There is a version of architectural practice where the studio produces beautiful drawings, hands them over, and steps back. That version is not ours.
We move from conceptual design through to the supervision of construction, which means that the precision of the original intent is carried all the way through to the finished building. This matters enormously in residential work, where details at the level of how a window seat meets a wall, or how a terrace drain is resolved, determine whether the experience of the space holds up or quietly falls apart.
The process begins with context. Before we design anything, we spend time understanding the site — its orientation, its relationship to the surrounding fabric, its topography, its microclimate. We spend equal time understanding how the client actually lives: how they move through a morning, how they use shared and private spaces, whether they cook for themselves or for groups, whether they work from home, how they relate to the outdoors. This intelligence shapes every decision that follows.
Design then proceeds as a dialogue. Concepts are developed, tested, challenged, refined. The client is present throughout this process — not as a passive approver but as an active voice. The best residential outcomes happen when the studio’s design position and the client’s lived knowledge are in genuine conversation with each other.
Construction, finally, is treated as an extension of design — not a separate phase. The studio’s integrated approach means that architecture, interiors, and landscape are conceived as a single coherent system, and that the supervision of their execution is handled with the same precision as their original conception.
A Note on What This Means for Renovation
Not every residential project begins with an empty site. Some of our most demanding and rewarding work has involved existing structures — an apartment in Thessaloniki, a heritage eclectic building in the historic centre of the city — where the challenge is to read what is already there, understand what it wants to become, and intervene with precision rather than force.
Good renovation asks the same questions as good new construction: How does light move through this space? What is the relationship between inside and outside? Does the layout serve the way people actually live? The answers may require more careful negotiation with existing conditions, but the standard of the outcome should be identical. A renovated apartment that has been designed with the same rigour as a new villa will perform, feel, and age just as well.
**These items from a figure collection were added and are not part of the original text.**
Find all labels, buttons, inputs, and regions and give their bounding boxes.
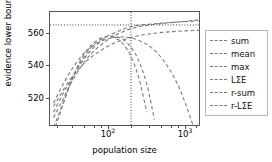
series-line-mean <box>54 30 199 106</box>
series-line-l-e <box>54 21 199 112</box>
y-tick-label-560: 560 <box>4 29 44 38</box>
x-tick-mark-minor <box>161 126 162 128</box>
legend-line-swatch <box>210 79 227 80</box>
chart-legend: summeanmaxLΣEr-sumr-LΣE <box>205 30 268 116</box>
x-tick-mark-minor <box>178 126 179 128</box>
legend-item-r-sum[interactable]: r-sum <box>206 86 267 99</box>
x-tick-mantissa: 10 <box>178 129 189 139</box>
legend-item-label: r-sum <box>231 88 255 98</box>
y-tick-label-520: 520 <box>4 94 44 103</box>
plot-canvas <box>50 12 200 126</box>
legend-item-max[interactable]: max <box>206 60 267 73</box>
legend-item-label: mean <box>231 49 255 59</box>
legend-item-label: r-LΣE <box>231 101 253 111</box>
x-tick-label-1e3: 103 <box>165 129 205 139</box>
plot-area <box>49 11 200 126</box>
x-tick-mark-minor <box>94 126 95 128</box>
legend-line-swatch <box>210 66 227 67</box>
legend-item-mean[interactable]: mean <box>206 47 267 60</box>
x-tick-mark-minor <box>84 126 85 128</box>
x-tick-mark-minor <box>72 126 73 128</box>
x-tick-mark-minor <box>57 126 58 128</box>
x-tick-exponent: 2 <box>112 127 116 134</box>
x-tick-exponent: 3 <box>189 127 193 134</box>
legend-line-swatch <box>210 40 227 41</box>
legend-item-r-l-e[interactable]: r-LΣE <box>206 99 267 112</box>
chart-figure: evidence lower bound 560 540 520 102 103… <box>0 0 272 162</box>
x-tick-label-1e2: 102 <box>88 129 128 139</box>
x-tick-mark-minor <box>196 126 197 128</box>
y-axis-title: evidence lower bound <box>2 0 15 104</box>
x-tick-mark-minor <box>101 126 102 128</box>
x-tick-mark-minor <box>171 126 172 128</box>
y-tick-label-540: 540 <box>4 61 44 70</box>
legend-item-l-e[interactable]: LΣE <box>206 73 267 86</box>
legend-line-swatch <box>210 105 227 106</box>
series-line-sum <box>54 20 199 118</box>
series-line-r-sum <box>54 36 155 126</box>
legend-item-sum[interactable]: sum <box>206 34 267 47</box>
data-series-layer <box>54 20 199 126</box>
legend-item-label: LΣE <box>231 75 246 85</box>
x-tick-mantissa: 10 <box>101 129 112 139</box>
series-line-max <box>54 37 193 125</box>
x-axis-title: population size <box>49 145 200 156</box>
legend-line-swatch <box>210 53 227 54</box>
legend-item-label: sum <box>231 36 249 46</box>
legend-item-label: max <box>231 62 250 72</box>
legend-line-swatch <box>210 92 227 93</box>
x-tick-mark-minor <box>131 126 132 128</box>
x-tick-mark-minor <box>149 126 150 128</box>
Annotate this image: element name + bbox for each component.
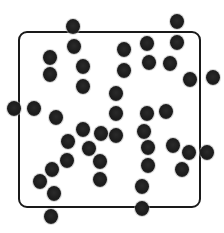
particle — [135, 201, 149, 216]
particle — [94, 126, 108, 141]
particle — [109, 86, 123, 101]
particle — [200, 145, 214, 160]
particle — [43, 50, 57, 65]
particle — [33, 174, 47, 189]
particle — [117, 42, 131, 57]
particle — [166, 138, 180, 153]
particle — [109, 128, 123, 143]
particle — [44, 209, 58, 224]
diagram-canvas — [0, 0, 224, 233]
particle — [66, 19, 80, 34]
particle — [61, 134, 75, 149]
particle — [182, 145, 196, 160]
particle — [117, 63, 131, 78]
particle — [49, 110, 63, 125]
particle — [76, 59, 90, 74]
particle — [142, 55, 156, 70]
particle — [206, 70, 220, 85]
particle — [109, 106, 123, 121]
particle — [183, 72, 197, 87]
particle — [76, 122, 90, 137]
particle — [163, 56, 177, 71]
particle — [140, 36, 154, 51]
particle — [93, 172, 107, 187]
particle — [175, 162, 189, 177]
particle — [141, 140, 155, 155]
particle — [76, 79, 90, 94]
particle — [47, 186, 61, 201]
particle — [27, 101, 41, 116]
particle — [43, 67, 57, 82]
particle — [141, 158, 155, 173]
particle — [45, 162, 59, 177]
particle — [82, 141, 96, 156]
particle — [135, 179, 149, 194]
particle — [170, 35, 184, 50]
particle — [93, 154, 107, 169]
particle — [67, 39, 81, 54]
particle — [140, 106, 154, 121]
particle — [170, 14, 184, 29]
particle — [7, 101, 21, 116]
particle — [159, 104, 173, 119]
particle — [137, 124, 151, 139]
particle — [60, 153, 74, 168]
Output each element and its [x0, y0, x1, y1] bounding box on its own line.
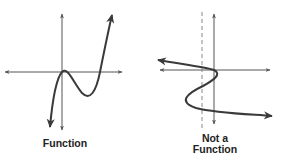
function-label-text: Function	[43, 137, 87, 149]
not-function-graph	[158, 12, 272, 128]
not-function-label-line2: Function	[180, 144, 250, 155]
function-label: Function	[30, 138, 100, 149]
function-curve	[50, 15, 112, 127]
not-function-curve	[158, 60, 272, 116]
not-function-label: Not a Function	[180, 133, 250, 155]
function-graph	[5, 14, 122, 130]
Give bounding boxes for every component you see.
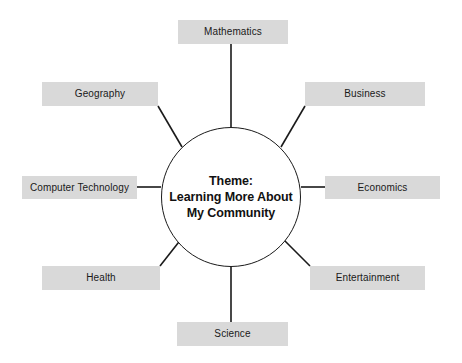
node-business[interactable]: Business [305,82,425,106]
center-theme-line-1: Theme: [169,173,292,189]
center-theme-line-3: My Community [169,205,292,221]
center-theme-text: Theme: Learning More About My Community [169,173,292,221]
node-economics[interactable]: Economics [325,176,440,199]
node-label-health: Health [86,273,116,283]
spoke-line-business [281,106,305,147]
node-label-mathematics: Mathematics [204,27,262,37]
node-entertainment[interactable]: Entertainment [310,266,425,290]
node-geography[interactable]: Geography [42,82,158,106]
node-health[interactable]: Health [42,266,160,290]
spoke-line-geography [158,106,182,147]
web-cluster-diagram: Theme: Learning More About My Community … [0,0,462,363]
center-theme-line-2: Learning More About [169,189,292,205]
node-label-science: Science [214,329,250,339]
node-label-entertainment: Entertainment [336,273,400,283]
node-label-economics: Economics [358,183,408,193]
center-theme-circle: Theme: Learning More About My Community [161,127,301,267]
node-label-geography: Geography [75,89,125,99]
node-computer-technology[interactable]: Computer Technology [22,176,137,199]
node-label-business: Business [344,89,385,99]
node-science[interactable]: Science [177,322,288,346]
spoke-line-entertainment [281,237,310,266]
node-label-computer-technology: Computer Technology [30,183,129,193]
node-mathematics[interactable]: Mathematics [178,20,288,44]
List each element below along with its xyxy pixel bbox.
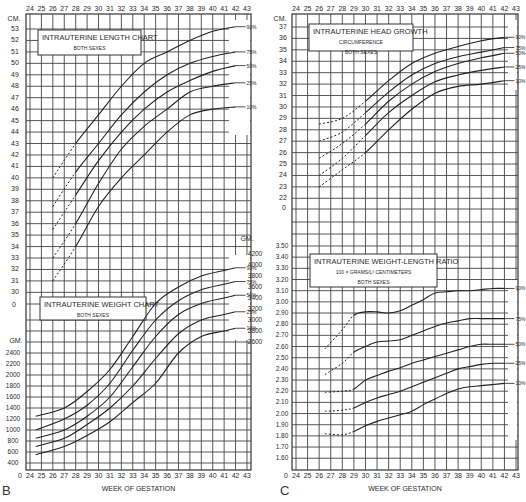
head-y-tick: 32 xyxy=(279,80,287,87)
ratio-y-tick: 2.10 xyxy=(276,398,289,405)
length-y-tick: 35 xyxy=(11,231,19,238)
week-tick-top: 42 xyxy=(232,5,240,12)
head-y-tick: 26 xyxy=(279,149,287,156)
week-tick-top: 26 xyxy=(49,5,57,12)
week-tick-bottom: 43 xyxy=(243,472,251,479)
head-y-tick: 28 xyxy=(279,126,287,133)
week-tick-bottom: 27 xyxy=(327,472,335,479)
ratio-y-tick: 3.00 xyxy=(276,298,289,305)
week-tick-bottom: 37 xyxy=(175,472,183,479)
percentile-label: 10% xyxy=(515,380,526,386)
week-tick-bottom: 30 xyxy=(362,472,370,479)
week-tick-top: 35 xyxy=(419,5,427,12)
week-tick-bottom: 42 xyxy=(232,472,240,479)
head-y-tick: 27 xyxy=(279,137,287,144)
week-tick-top: 38 xyxy=(186,5,194,12)
weight-y-tick-left: 400 xyxy=(8,459,19,466)
head-y-tick: 34 xyxy=(279,57,287,64)
percentile-label: 75% xyxy=(247,279,258,285)
ratio-y-tick: 2.20 xyxy=(276,387,289,394)
panel-label-b: B xyxy=(2,483,11,498)
percentile-label: 25% xyxy=(247,309,258,315)
week-tick-top: 34 xyxy=(140,5,148,12)
head-y-tick: 29 xyxy=(279,114,287,121)
ratio-title-box-text: BOTH SEXES xyxy=(358,279,391,285)
origin-zero: 0 xyxy=(284,472,288,479)
weight-y-unit: GM. xyxy=(9,337,22,344)
percentile-label: 50% xyxy=(247,63,258,69)
week-tick-bottom: 38 xyxy=(186,472,194,479)
ratio-curve-dashed xyxy=(325,352,354,374)
week-tick-bottom: 38 xyxy=(454,472,462,479)
week-tick-bottom: 39 xyxy=(197,472,205,479)
length-y-tick: 49 xyxy=(11,71,19,78)
length-y-tick: 36 xyxy=(11,220,19,227)
week-tick-bottom: 40 xyxy=(477,472,485,479)
head-y-tick: 25 xyxy=(279,160,287,167)
percentile-label: 25% xyxy=(247,80,258,86)
week-tick-bottom: 36 xyxy=(431,472,439,479)
ratio-y-tick: 3.50 xyxy=(276,242,289,249)
length-y-tick: 39 xyxy=(11,185,19,192)
week-tick-bottom: 32 xyxy=(385,472,393,479)
week-tick-bottom: 29 xyxy=(350,472,358,479)
week-tick-bottom: 43 xyxy=(512,472,520,479)
weight-y-tick-right: 4200 xyxy=(248,250,263,257)
origin-zero: 0 xyxy=(18,472,22,479)
length-y-tick: 51 xyxy=(11,48,19,55)
x-axis-label: WEEK OF GESTATION xyxy=(368,485,442,492)
week-tick-top: 33 xyxy=(129,5,137,12)
ratio-curve xyxy=(354,344,505,389)
weight-y-tick-left: 1000 xyxy=(6,426,21,433)
week-tick-top: 30 xyxy=(362,5,370,12)
head-y-tick: 33 xyxy=(279,69,287,76)
week-tick-top: 43 xyxy=(512,5,520,12)
percentile-label: 90% xyxy=(247,24,258,30)
week-tick-bottom: 24 xyxy=(292,472,300,479)
percentile-label: 90% xyxy=(515,285,526,291)
head-y-tick: 23 xyxy=(279,183,287,190)
percentile-label: 75% xyxy=(515,316,526,322)
ratio-y-tick: 3.40 xyxy=(276,253,289,260)
head-y-tick: 36 xyxy=(279,34,287,41)
weight-y-tick-left: 2400 xyxy=(6,349,21,356)
head-y-tick: 24 xyxy=(279,171,287,178)
ratio-y-tick: 2.90 xyxy=(276,309,289,316)
week-tick-top: 24 xyxy=(292,5,300,12)
week-tick-top: 26 xyxy=(315,5,323,12)
week-tick-bottom: 30 xyxy=(95,472,103,479)
percentile-label: 50% xyxy=(515,50,526,56)
week-tick-bottom: 41 xyxy=(489,472,497,479)
percentile-label: 90% xyxy=(515,34,526,40)
week-tick-bottom: 28 xyxy=(338,472,346,479)
week-tick-top: 27 xyxy=(327,5,335,12)
week-tick-top: 40 xyxy=(477,5,485,12)
week-tick-bottom: 25 xyxy=(304,472,312,479)
length-y-break: 0 xyxy=(12,301,16,308)
week-tick-top: 36 xyxy=(163,5,171,12)
length-y-tick: 52 xyxy=(11,36,19,43)
length-y-tick: 33 xyxy=(11,254,19,261)
ratio-y-tick: 3.10 xyxy=(276,287,289,294)
percentile-label: 50% xyxy=(247,292,258,298)
weight-y-tick-left: 2200 xyxy=(6,360,21,367)
ratio-y-tick: 2.70 xyxy=(276,331,289,338)
panel-b: 2424252526262727282829293030313132323333… xyxy=(6,5,263,492)
ratio-y-tick: 2.50 xyxy=(276,354,289,361)
length-y-tick: 38 xyxy=(11,197,19,204)
head-y-tick: 30 xyxy=(279,103,287,110)
head-y-unit: CM. xyxy=(274,15,287,22)
week-tick-top: 36 xyxy=(431,5,439,12)
weight-y-tick-right: 3000 xyxy=(248,316,263,323)
ratio-y-tick: 1.90 xyxy=(276,421,289,428)
week-tick-bottom: 27 xyxy=(60,472,68,479)
length-title-box-text: BOTH SEXES xyxy=(74,45,107,51)
percentile-label: 10% xyxy=(247,325,258,331)
weight-curve xyxy=(36,328,236,455)
ratio-y-tick: 3.20 xyxy=(276,276,289,283)
head-y-tick: 37 xyxy=(279,23,287,30)
growth-charts-figure: 2424252526262727282829293030313132323333… xyxy=(0,0,526,502)
head-y-tick: 22 xyxy=(279,194,287,201)
head-y-tick: 35 xyxy=(279,46,287,53)
weight-y-tick-left: 1600 xyxy=(6,393,21,400)
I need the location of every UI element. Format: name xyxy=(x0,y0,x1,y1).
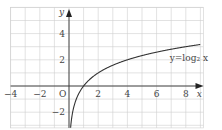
log-graph: −4−2246842−2 x y O y=log₂ x xyxy=(0,0,222,130)
x-tick-label: −4 xyxy=(4,89,18,99)
x-tick-label: 2 xyxy=(95,89,101,99)
y-tick-label: 2 xyxy=(59,55,65,65)
x-tick-label: 6 xyxy=(154,89,160,99)
y-tick-label: −2 xyxy=(52,107,65,117)
x-tick-label: 4 xyxy=(125,89,131,99)
x-axis-label: x xyxy=(197,89,202,99)
x-tick-label: 8 xyxy=(183,89,189,99)
y-axis-label: y xyxy=(58,7,65,17)
x-tick-label: −2 xyxy=(33,89,46,99)
y-axis-arrow-icon xyxy=(66,9,72,17)
curve-label: y=log₂ x xyxy=(169,53,208,63)
y-tick-label: 4 xyxy=(59,29,65,39)
origin-label: O xyxy=(59,89,66,99)
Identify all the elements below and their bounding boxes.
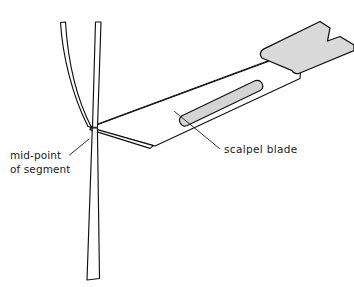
- scalpel-segment-diagram: mid-point of segment scalpel blade: [0, 0, 354, 287]
- midpoint-label-line2: of segment: [10, 163, 71, 175]
- midpoint-label-line1: mid-point: [10, 149, 61, 161]
- figure-canvas: mid-point of segment scalpel blade: [0, 0, 354, 287]
- scalpel-blade-label: scalpel blade: [224, 143, 298, 155]
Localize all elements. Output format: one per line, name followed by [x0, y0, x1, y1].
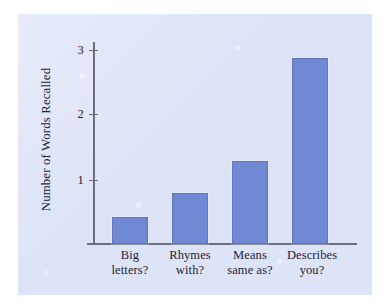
y-tick-label-3: 3: [64, 44, 84, 57]
y-tick-mark-1: [89, 180, 98, 181]
chart-panel: Number of Words Recalled 3 2 1 Big lette…: [18, 14, 372, 295]
x-label-line-1: Describes: [278, 248, 346, 263]
bar-means-same-as: [232, 161, 268, 244]
y-axis-title: Number of Words Recalled: [39, 45, 54, 235]
x-label-line-1: Rhymes: [160, 248, 220, 263]
figure-root: Number of Words Recalled 3 2 1 Big lette…: [0, 0, 388, 308]
y-tick-label-1: 1: [64, 174, 84, 187]
x-label-line-2: you?: [278, 263, 346, 278]
y-tick-mark-3: [89, 50, 98, 51]
bar-rhymes-with: [172, 193, 208, 244]
x-label-line-2: letters?: [100, 263, 160, 278]
x-tick-label-big-letters: Big letters?: [100, 248, 160, 278]
y-tick-label-2: 2: [64, 108, 84, 121]
y-axis-line: [93, 42, 95, 244]
x-label-line-1: Big: [100, 248, 160, 263]
x-tick-label-describes-you: Describes you?: [278, 248, 346, 278]
y-tick-mark-2: [89, 114, 98, 115]
x-tick-label-rhymes-with: Rhymes with?: [160, 248, 220, 278]
x-label-line-2: with?: [160, 263, 220, 278]
x-label-line-2: same as?: [220, 263, 280, 278]
bar-describes-you: [292, 58, 328, 244]
x-label-line-1: Means: [220, 248, 280, 263]
x-tick-label-means-same-as: Means same as?: [220, 248, 280, 278]
plot-area: Number of Words Recalled 3 2 1 Big lette…: [18, 14, 372, 295]
bar-big-letters: [112, 217, 148, 244]
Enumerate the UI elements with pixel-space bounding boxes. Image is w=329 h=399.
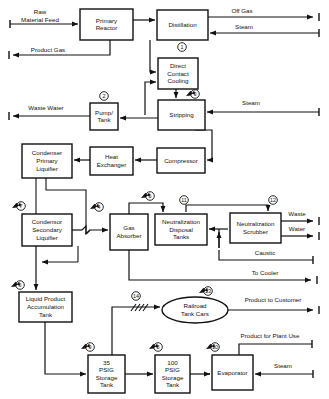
stripping-label: Stripping	[169, 111, 194, 118]
line-stripping-to-dcc	[145, 82, 156, 115]
line-distillation-to-dcc	[150, 40, 156, 72]
railroad-tank-cars-label: RailroadTank Cars	[181, 302, 209, 317]
line-to-cooler	[129, 250, 311, 280]
stream-label-caustic: Caustic	[255, 249, 276, 256]
process-unit-neutralization-disposal-tanks[interactable]: NeutralizationDisposalTanks	[155, 214, 207, 245]
marker-sample-point-3[interactable]: 3	[186, 90, 199, 99]
stream-label-steam-distillation: Steam	[235, 23, 253, 30]
marker-sample-point-1[interactable]: 1	[178, 43, 187, 52]
line-product-plant-use	[239, 344, 312, 355]
marker-sample-point-7[interactable]: 7	[12, 202, 25, 211]
sample-point-11-number: 11	[181, 197, 187, 203]
process-unit-pump-tank[interactable]: Pump/Tank	[90, 103, 118, 130]
process-unit-heat-exchanger[interactable]: HeatExchanger	[90, 147, 133, 175]
process-flow-diagram: PrimaryReactorDistillationDirectContactC…	[0, 0, 329, 399]
stream-label-water: Water	[289, 225, 305, 232]
line-11-to-scrubber	[186, 205, 268, 212]
process-unit-condensor-secondary[interactable]: CondensorSecondaryLiquifier	[22, 214, 72, 246]
line-absorber-to-disposal	[129, 203, 163, 214]
process-unit-stripping[interactable]: Stripping	[158, 100, 205, 130]
stream-label-product-gas: Product Gas	[31, 46, 65, 53]
marker-sample-point-4[interactable]: 4	[90, 203, 103, 212]
distillation-label: Distillation	[168, 21, 197, 28]
process-unit-neutralization-scrubber[interactable]: NeutralizationScrubber	[230, 213, 281, 243]
process-unit-distillation[interactable]: Distillation	[157, 10, 208, 40]
marker-sample-point-6[interactable]: 6	[11, 281, 24, 290]
evaporator-label: Evaporator	[217, 368, 247, 375]
process-unit-direct-contact-cooling[interactable]: DirectContactCooling	[158, 58, 198, 89]
stream-label-steam-stripping: Steam	[242, 99, 260, 106]
marker-sample-point-9[interactable]: 9	[81, 343, 94, 352]
pump-tank-label: Pump/Tank	[95, 108, 113, 123]
marker-sample-point-10[interactable]: 10	[206, 343, 219, 352]
marker-sample-point-14[interactable]: 14	[132, 292, 141, 301]
sample-point-1-number: 1	[181, 44, 184, 50]
process-unit-compressor[interactable]: Compressor	[157, 148, 205, 173]
marker-sample-point-5[interactable]: 5	[141, 192, 154, 201]
process-unit-liquid-product-accumulation-tank[interactable]: Liquid ProductAccumulationTank	[19, 292, 72, 322]
primary-reactor-label: PrimaryReactor	[96, 16, 118, 31]
stream-label-waste: Waste	[288, 210, 306, 217]
process-unit-condenser-primary[interactable]: CondenserPrimaryLiquifier	[22, 144, 72, 178]
process-unit-gas-absorber[interactable]: GasAbsorber	[110, 214, 148, 250]
sample-point-2-number: 2	[103, 93, 106, 99]
marker-sample-point-8[interactable]: 8	[149, 343, 162, 352]
direct-contact-cooling-label: DirectContactCooling	[167, 62, 189, 84]
stream-label-product-to-customer: Product to Customer	[245, 296, 302, 303]
stream-label-off-gas: Off Gas	[231, 7, 252, 14]
stream-label-waste-water: Waste Water	[28, 104, 63, 111]
stream-label-raw-material-feed: RawMaterial Feed	[21, 8, 59, 23]
process-unit-evaporator[interactable]: Evaporator	[212, 355, 253, 390]
stream-label-product-for-plant-use: Product for Plant Use	[241, 332, 300, 339]
stream-label-steam-evaporator: Steam	[274, 362, 292, 369]
sample-point-12-number: 12	[270, 197, 276, 203]
process-unit-storage-tank-35[interactable]: 35PSIGStorageTank	[88, 355, 125, 393]
sample-point-14-number: 14	[133, 293, 139, 299]
marker-sample-point-13[interactable]: 13	[199, 287, 212, 296]
process-unit-primary-reactor[interactable]: PrimaryReactor	[80, 9, 133, 40]
compressor-label: Compressor	[164, 156, 198, 163]
stream-label-to-cooler: To Cooler	[252, 269, 278, 276]
line-merge-junction	[82, 226, 90, 234]
process-unit-railroad-tank-cars[interactable]: RailroadTank Cars	[162, 297, 228, 323]
marker-sample-point-11[interactable]: 11	[180, 196, 189, 205]
condenser-primary-label: CondenserPrimaryLiquifier	[32, 149, 62, 171]
line-accum-to-35psig	[45, 322, 86, 374]
marker-sample-point-2[interactable]: 2	[100, 92, 109, 101]
marker-sample-point-12[interactable]: 12	[269, 196, 278, 205]
process-unit-storage-tank-100[interactable]: 100PSIGStorageTank	[155, 355, 190, 393]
The Arde Studio Process — What to Expect at Every Stage
① Site & Context Analysis
- Site orientation studied and documented
- Relationship to surrounding urban or natural fabric assessed
- Topography and microclimate mapped
- Constraints and opportunities identified
② Client & Lifestyle Brief
- How you move through your morning — routines and rhythms understood
- Shared vs. private space needs clarified
- Cooking, working from home, and social habits discussed
- Your relationship to outdoor space defined
③ Concept Development
- Initial concept presented and discussed
- Design tested, challenged, and iterated
- Client feedback actively integrated at every round
- Final concept agreed before proceeding
④ Integrated Design
- Architecture, interiors, and landscape designed as one system
- No discipline treated as an afterthought or added later
- Material palette resolved across all spaces
- Technical and aesthetic decisions aligned
⑤ Construction & Supervision
- Design intent carried through to execution
- Studio present on site throughout construction
- Details — joints, thresholds, finishes — supervised directly
- Final result matches the precision of the original design
Good architecture asks nothing of you. It simply makes your life — quietly, persistently, invisibly — better. That is what we build toward at THE ARDE STUDIO®. Not impact. Not spectacle. Just space that works, deeply and durably, for the people who live inside it. We would be glad to build it with you.